Fomo sapiens cannot leave its phones, tablets or laptops alone, no matter how inappropriate the occasion. Checking your texts or updating your Facebook status during a funeral, for instance, or taking a happy-snap of yourself with a couple of mates during a memorial service. Those, I hope we can still agree, are times when the focus should be on the dearly departed, who has gone to that undiscover'd country from whose bourn no traveller returns. Until, that is, we get the first "selfie" from the Other Side. Lol!

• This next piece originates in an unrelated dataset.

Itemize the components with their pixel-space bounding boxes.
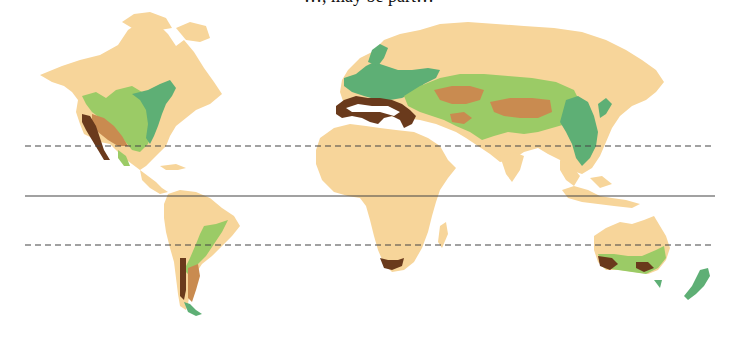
world-map bbox=[0, 0, 738, 337]
north-america bbox=[40, 12, 222, 194]
south-america bbox=[164, 190, 240, 316]
australia bbox=[594, 216, 710, 300]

Homo sapiens (wise humans) first appeared in the fossil record in Africa about 195,000 years ago. It seems only fitting that fomo sapiens (self-obsessed humans) appeared in Africa this week, in a rainy Johannesburg. The President of the United States snuggled in close to Danish Prime Minister Helle Thorning-Schmidt, politics' answer to Cameron Diaz, to make sure his smiling face was captured on her phone. Meanwhile, Britain's David Cameron launched himself into the frame from the right like a grinning dolphin at an aquapark.
Was this really a fitting way to mark the passing of Prisoner 466/64, a man who, for 18 years, was kept by South Africa's white-supremacist regime in an eight-foot-by-seven-foot cell? Nelson Mandela was allowed to send just one letter and receive one letter every six months - a deprivation inconceivable to the fomo sapiens, who has to text, post or tweet once every six minutes to prove that he is still alive.
Hang on, I hear you cry, aren't you being a bit hard on what was just a silly, casual photograph? Perhaps - but if the leaders of the free world don't know how to conduct themselves on a big occasion, what hope is there for attention-deficit teenagers soldered to their smartphones?